The most genuine, the most thorough-going kind of religion found in California was that of the Western Pioneers, who were mainly Methodists and Baptists of a rude, primitive sort. Nothing could be further from Bret Harte’s manner of thinking, and yet he has depicted the type with his usual insight, though perhaps not quite with his usual sympathy. Joshua Rylands, in Mr. Jack Hamlin’s Mediation (a story already mentioned), is one example of it, and Madison Wayne, in The Bell-Ringer of Angel’s, is another. Of all Bret Harte’s stories this is the most tragic, a terrible fate overtaking every one of the four characters who figure in it. Madison Wayne is a Calvinistic Puritan,—a New Englander such as has not been seen in New England for a hundred years, but only in that Far West to which New England men penetrated, and in which New England ideas and beliefs, protected by the isolation of prairie and forest, survived the scientific and religious changes of two centuries.

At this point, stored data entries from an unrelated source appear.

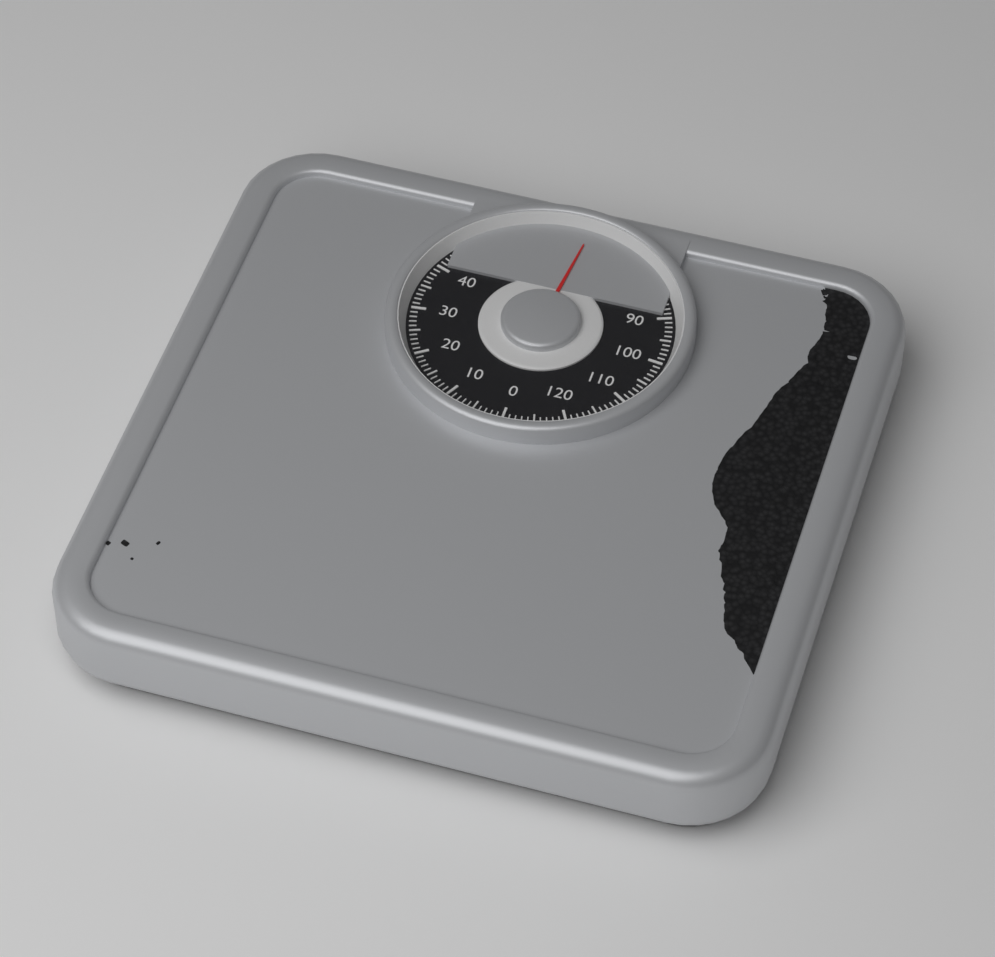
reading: 67 kg
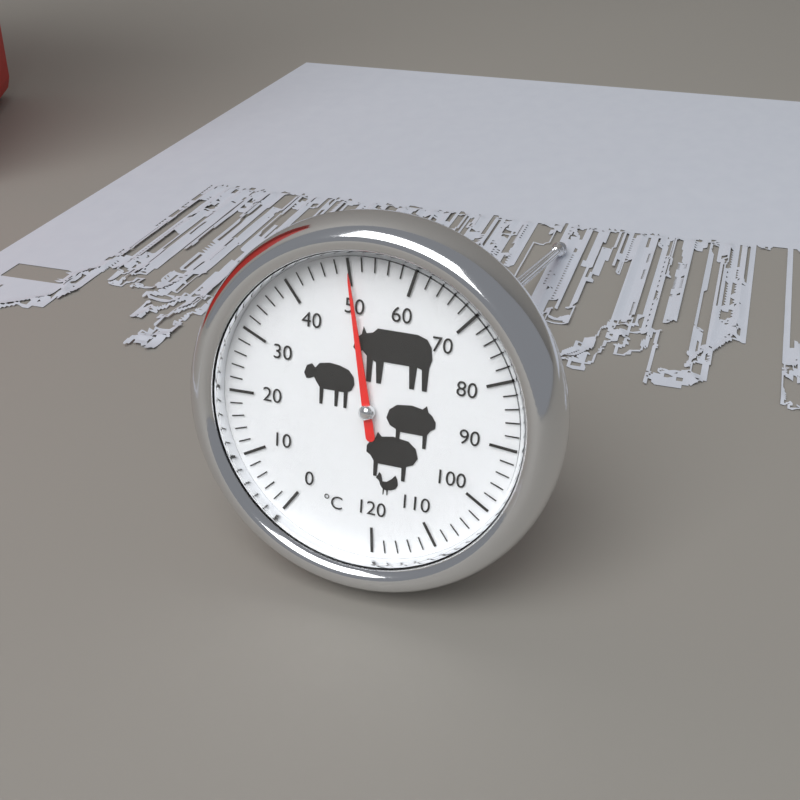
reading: 50 °C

In A Night at Hays’ we have the same character under a more morose aspect. “Always a severe Presbyterian and an uncompromising deacon, he grew more rigid, sectarian, and narrow day by day.... A grim landlord, hard creditor, close-fisted patron, and a smileless neighbor who neither gambled nor drank, old Hays, as he was called, while yet scarce fifty, had few acquaintances and fewer friends.”

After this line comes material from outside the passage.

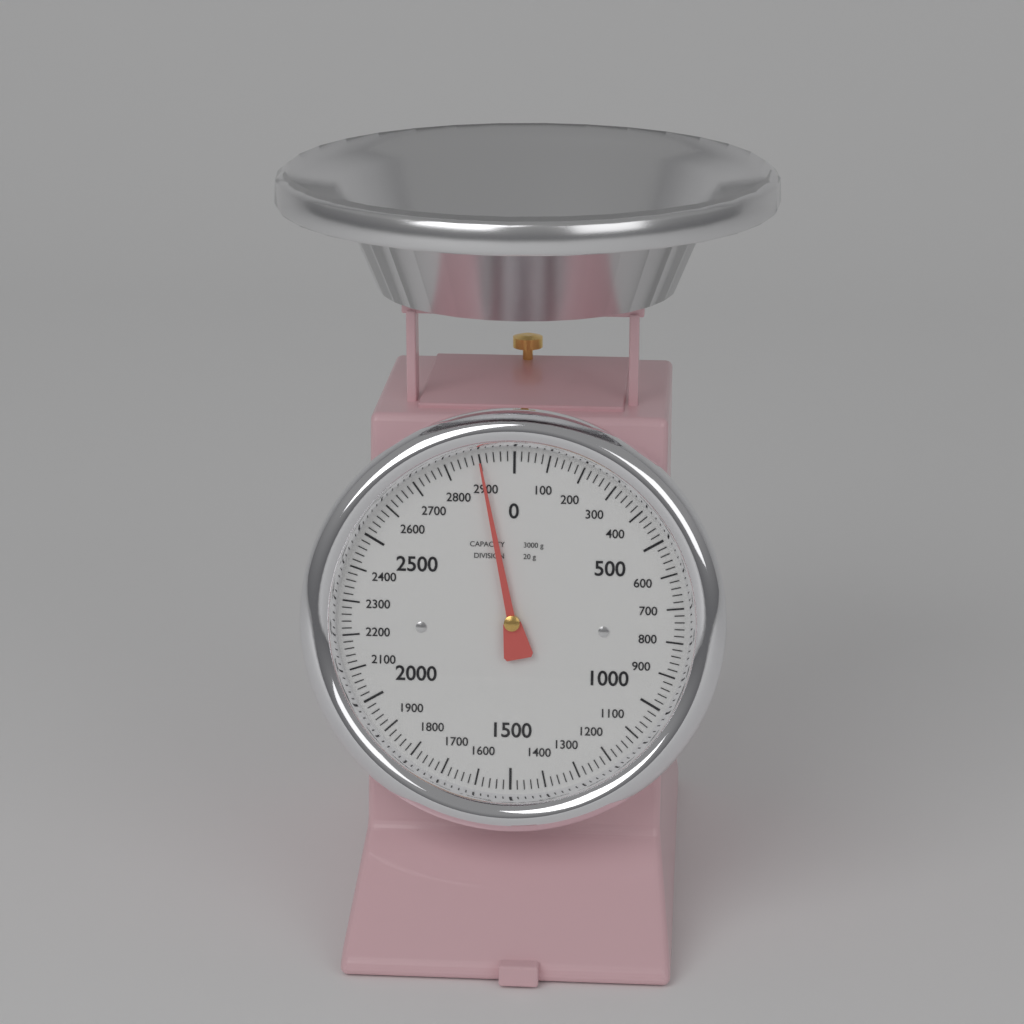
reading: 2900 g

In An Apostle of the Tules Bret Harte has described a camp-meeting of Calvinistic families whose gloom was heightened by malaria contracted from the Stockton marshes. “One might have smiled at the idea of the vendetta-following Ferguses praying for ‘justification by faith’; but the actual spectacle of old Simon Fergus, whose shotgun was still in his wagon, offering up that appeal with streaming eyes and agonized features, was painful beyond a doubt.”
As for Bret Harte’s own religious views, it can scarcely be said that he had any. He was indeed brought up with some strictness as an Episcopalian, his mother being of that faith; and when he returned from her funeral with his sisters, he seemed deeply moved by the beauty of the Episcopal burial service, and expressed the hope that it would be read at his own grave. His friends in this country remember that he declined to take part in certain amusements on Sunday, remarking that, though he saw no harm in them, he could not shake off the more strict notions of Sunday observance in which he had been trained as a child. Through life he had a horror of gambling, and always refused even to play cards for money. In San Francisco he used to attend the church where his friend Starr King preached, and in New York he was often present at another Unitarian church, that of the Reverend O. B. Frothingham; but this seems to have been the extent of his church-going, and of his connection, external or internal, with any form of Christianity.